Listing branches from remote repository
You can list all the branches from a remote repository by visiting the “View all branches” link on the repository page in your GitHub account or by issuing the command git branch -a in your git setup in the terminal. You must first do git fetch on the remote repositories from which you want the information.
Let us check with a hands-on example. The GitHub account used for this example is live and available at https://github.com/codeversionmaster.
The online way of listing all the branches
Click on “Your Repositories” link in the profile dropdown in your GitHub account, as shown in the below image. You can also directly visit https://github.com/codeversionmaster?tab=repositories, where codeversionmaster is the account name.

Click on the specific repository. In this example, click on repoone to reach the page as shown in the below image. Alternatively, you can visit the URL directly at https://github.com/codeversionmaster/repoone, where repoone is the branch name, codeversionmaster is the account name.

Check the dropdown in the left top area that shows the primary or master branch. Click the dropdown and click on “View all branches” as shown in the below image.

The branches will be as shown below. You can also directly get to this page by visiting https://github.com/codeversionmaster/repoone/branches.

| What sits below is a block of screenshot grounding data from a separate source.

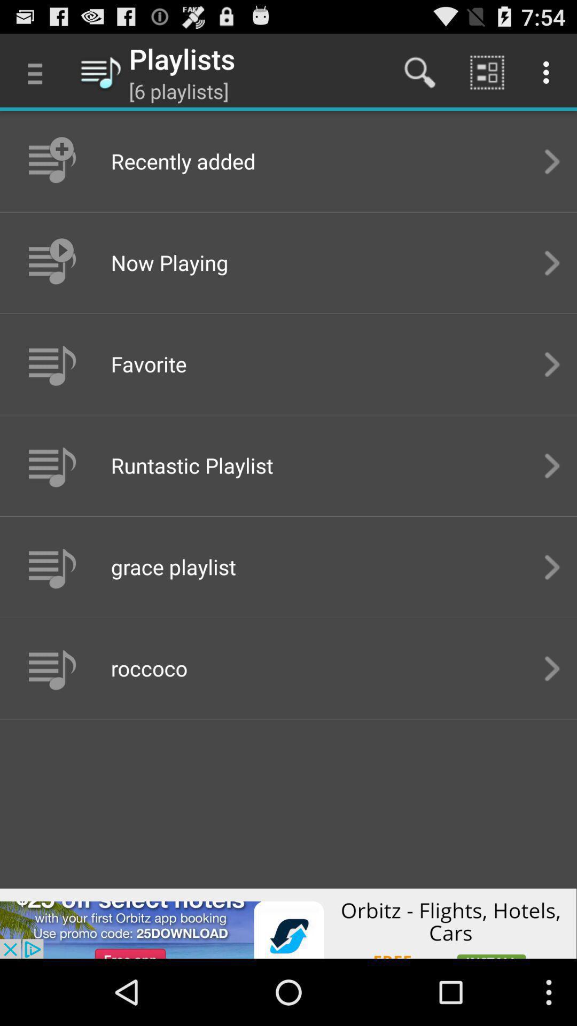 The image size is (577, 1026). I want to click on select the 3rd music icon, so click(50, 364).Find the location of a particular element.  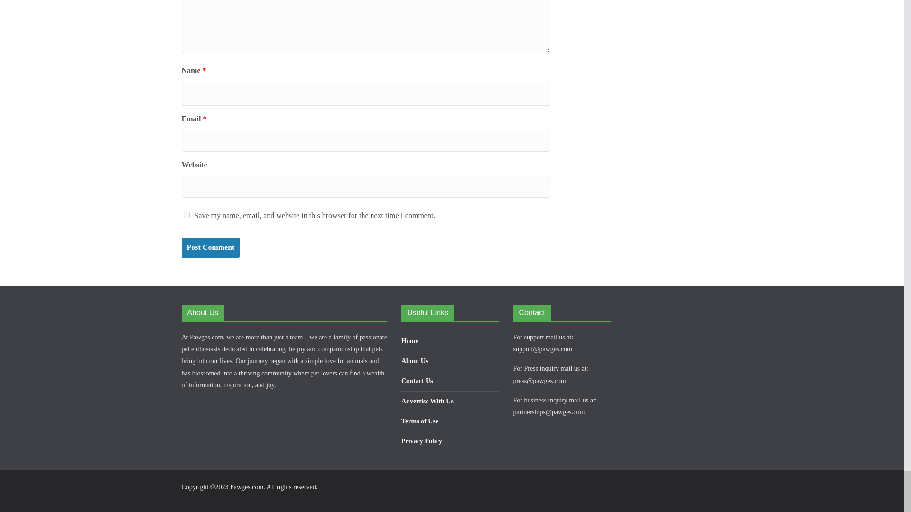

yes is located at coordinates (186, 215).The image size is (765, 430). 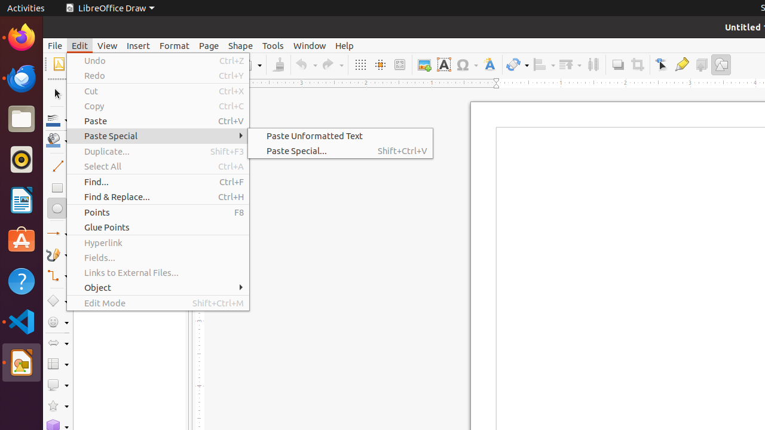 What do you see at coordinates (139, 45) in the screenshot?
I see `Insert` at bounding box center [139, 45].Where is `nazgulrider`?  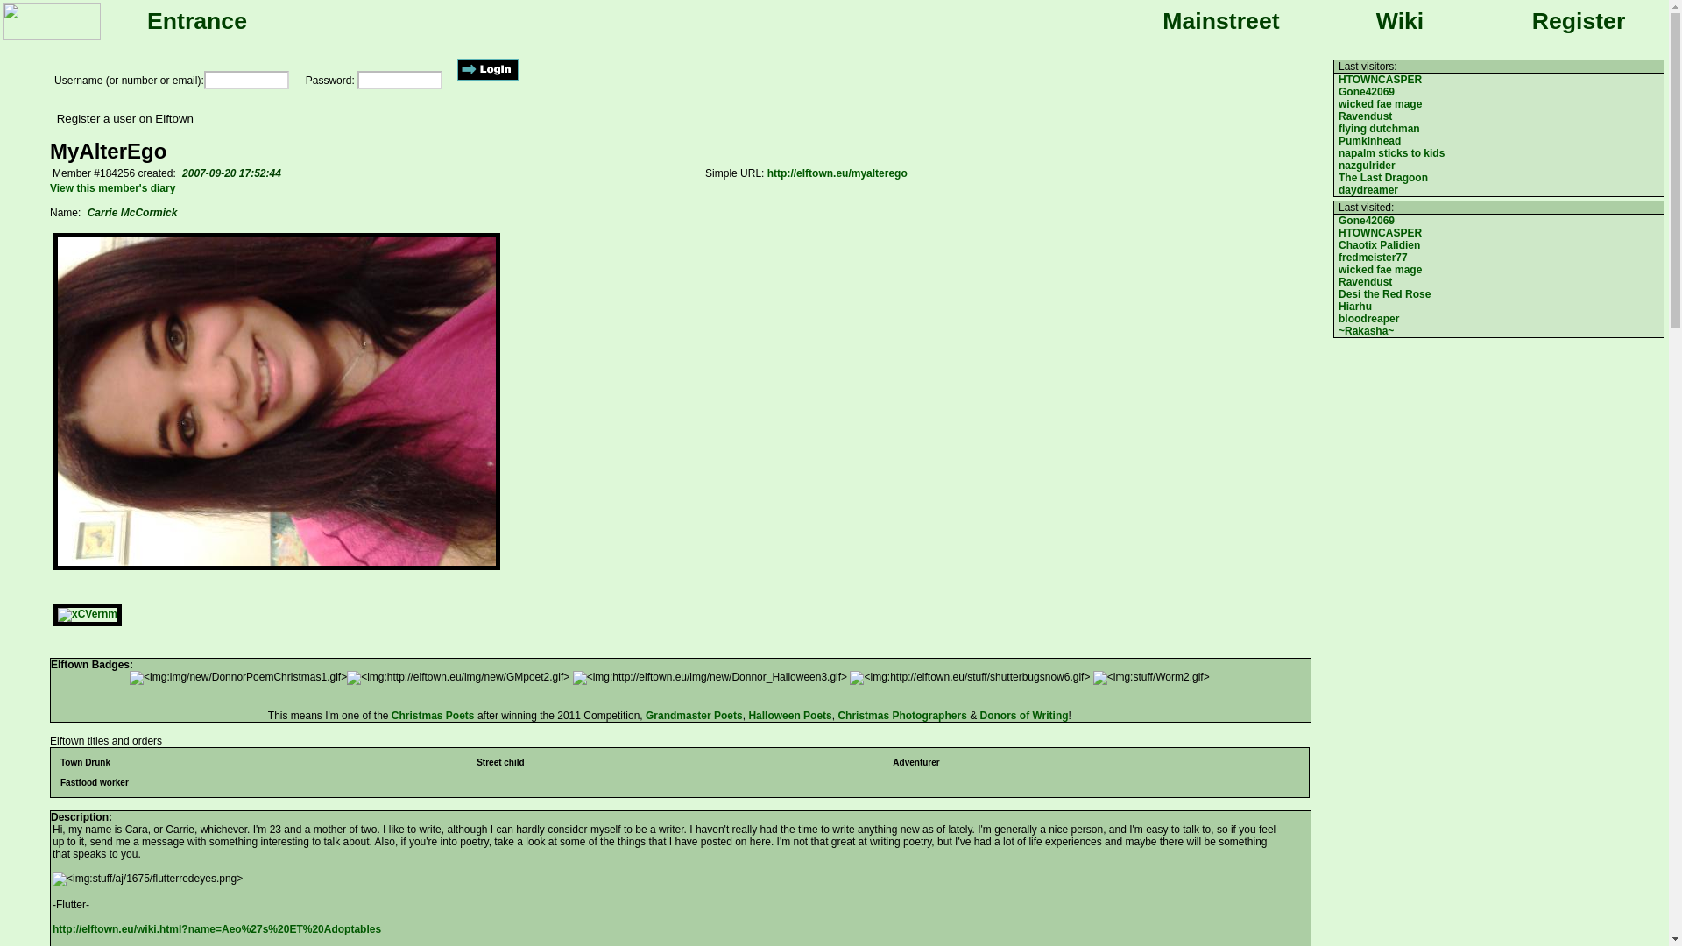
nazgulrider is located at coordinates (1367, 165).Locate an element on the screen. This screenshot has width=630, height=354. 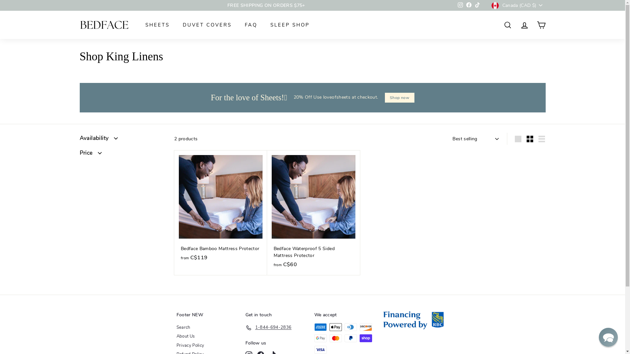
Large is located at coordinates (518, 139).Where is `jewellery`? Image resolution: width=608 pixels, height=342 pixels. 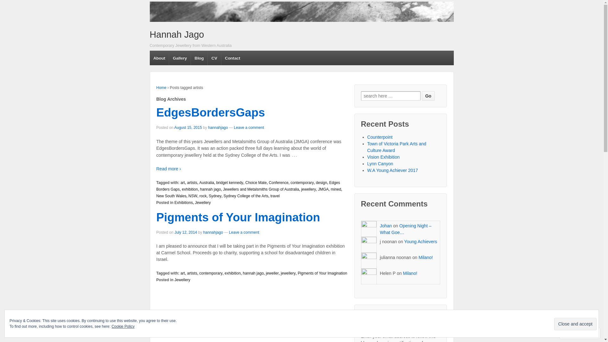 jewellery is located at coordinates (308, 189).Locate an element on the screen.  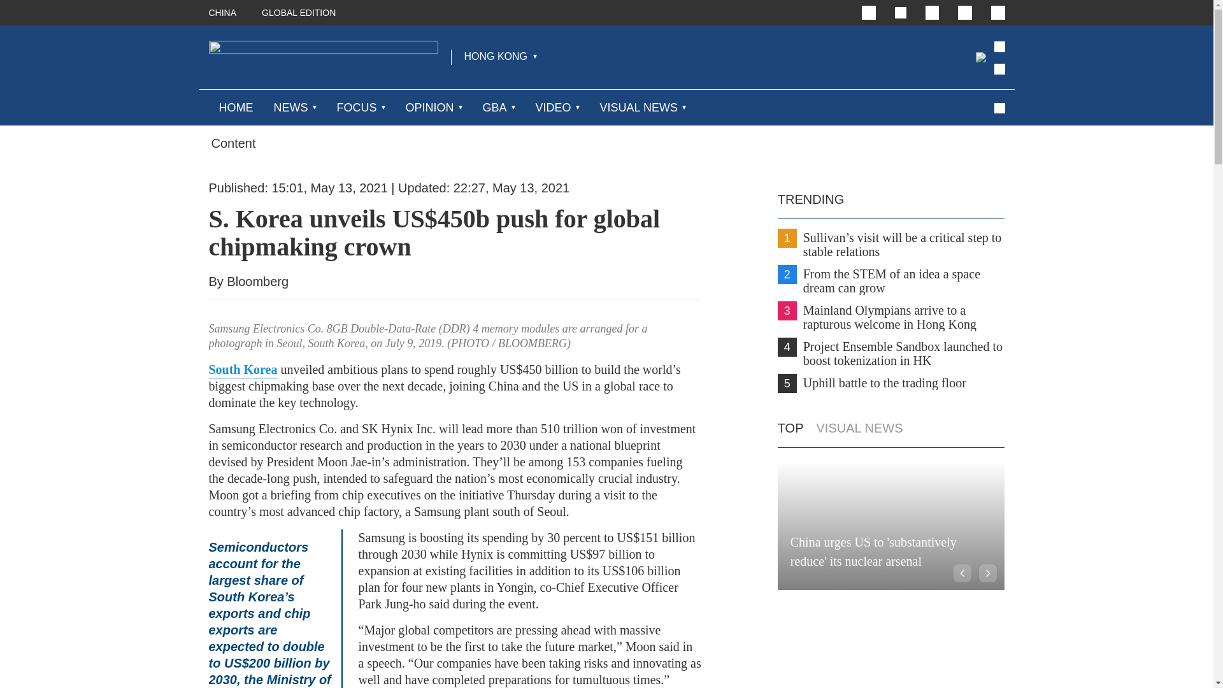
GBA is located at coordinates (495, 107).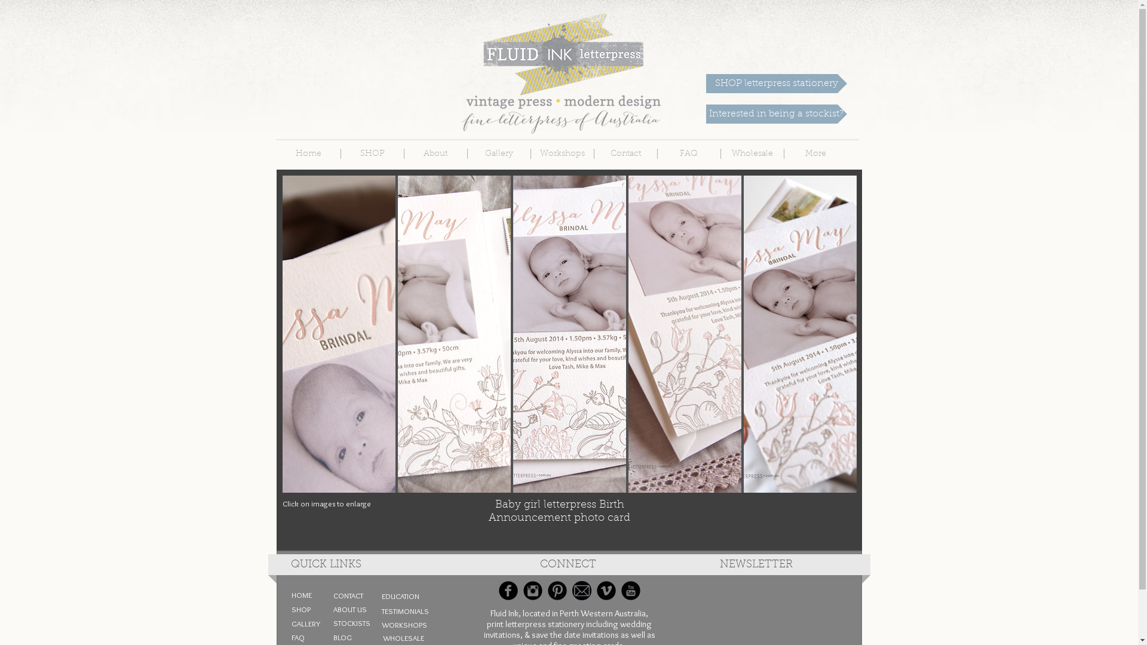 This screenshot has height=645, width=1147. I want to click on FAQ, so click(304, 637). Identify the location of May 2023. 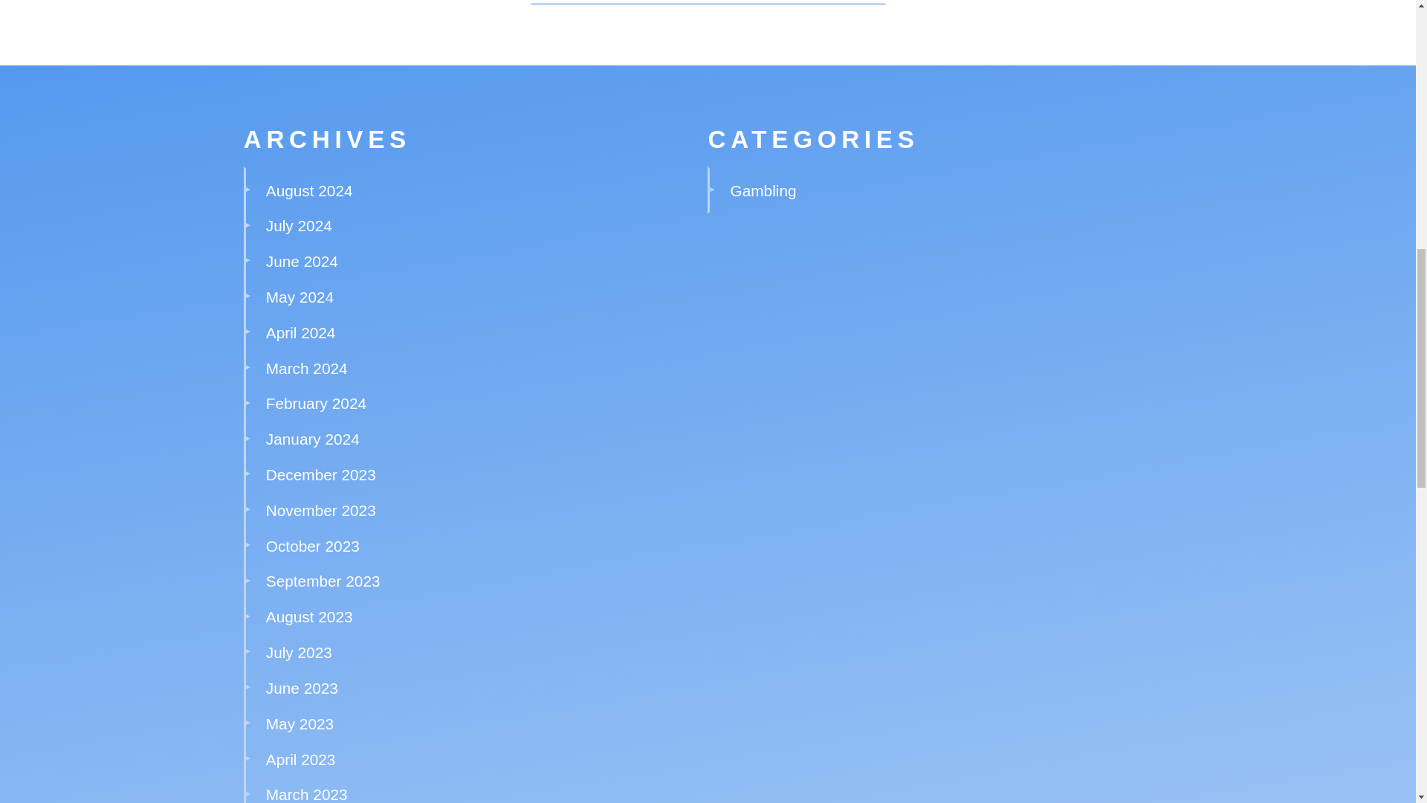
(300, 723).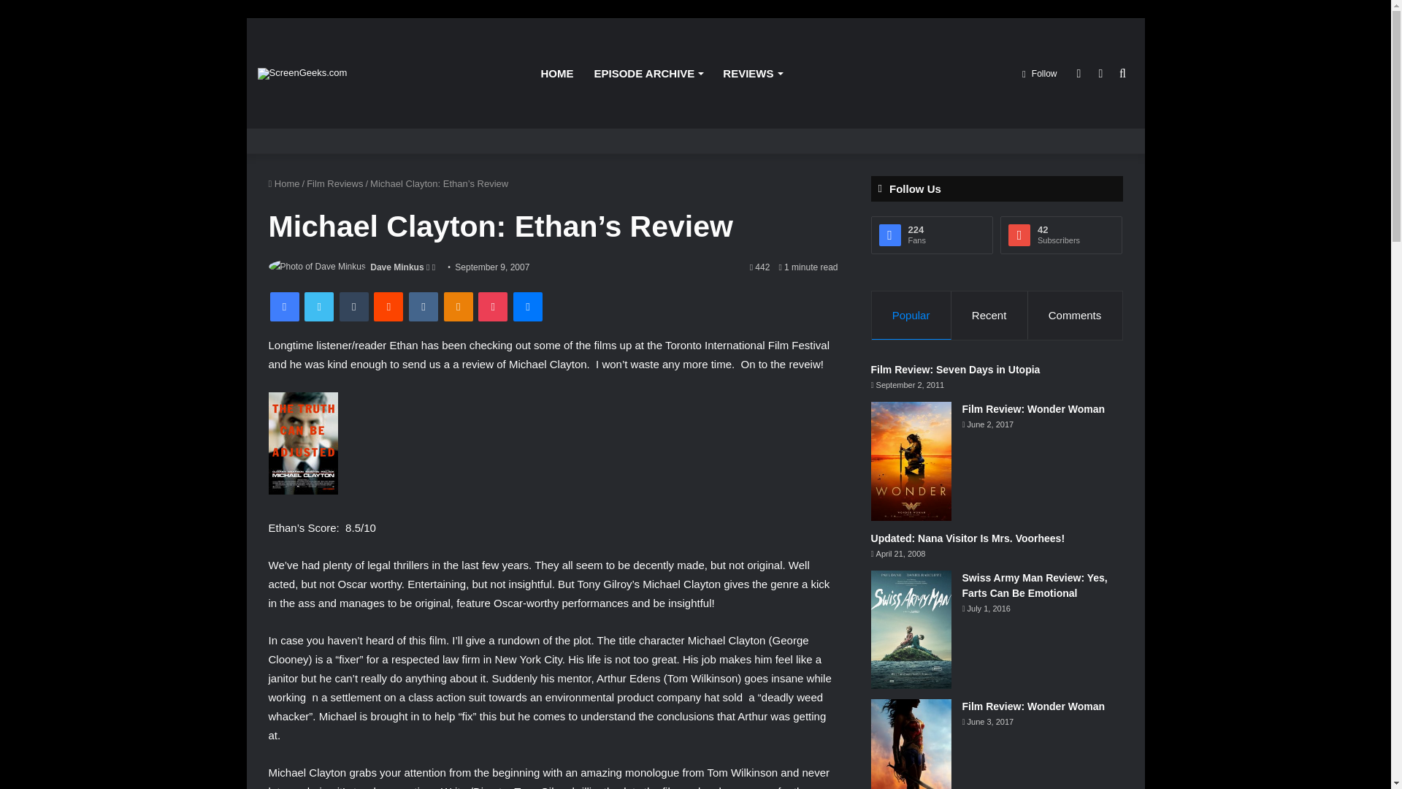 The image size is (1402, 789). What do you see at coordinates (459, 306) in the screenshot?
I see `Odnoklassniki` at bounding box center [459, 306].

Using git branch -a to list the branches
The initial setup is as shown. There is a repository with the name origin added by default. It points to repoone repository.
~/repoone$ git remote -v
origin git@github.com:codeversionmaster/repoone.git (fetch)
origin git@github.com:codeversionmaster/repoone.git (push)
If our interest is to list all the branches in repoone, we do a fetch first, followed by git branch -a. The output would be a list of all the branches from origin (pointed to repoone).
~/repoone$ git fetch origin
~/repoone$ git branch -a
* main
remotes/origin/HEAD -> origin/main
remotes/origin/main
remotes/origin/maincopy
If we want to get branches from both repoone and repotwo, we should add repotwo as a remote repository using git remote add. After adding, use git remote -v to check it got added. As you can see, we have added the repo with the name repotwo. It can be named anything locally.
~/repoone$ git remote add repotwo git@github.com:codeversionmaster/repotwo.git
~/repoone$ git remote -v
origin git@github.com:codeversionmaster/repoone.git (fetch)
origin git@github.com:codeversionmaster/repoone.git (push)
repotwo git@github.com:codeversionmaster/repotwo.git (fetch)
repotwo git@github.com:codeversionmaster/repotwo.git (push)
Now, we can do git fetch on repotwo and use git branch -a. This would list all the branches from all the repositories added in the local git setup.
~/repoone$ git fetch repotwo
remote: Enumerating objects: 6, done.
remote: Counting objects: 100% (6/6), done.
remote: Compressing objects: 100% (3/3), done.
remote: Total 6 (delta 0), reused 0 (delta 0), pack-reused 0
Unpacking objects: 100% (6/6), 1.23 KiB | 630.00 KiB/s, done.
From github.com:codeversionmaster/repotwo
* [new branch] main -> repotwo/main
~/repoone$ git branch -a
* main
remotes/origin/HEAD -> origin/main
remotes/origin/main
remotes/origin/maincopy
remotes/repotwo/main
Note that git fetch is necessary after adding a remote repository or if the repository had changes directly in the online GitHub account. The local setup would not have the information of new branches or changes in commits done online till you do git fetch.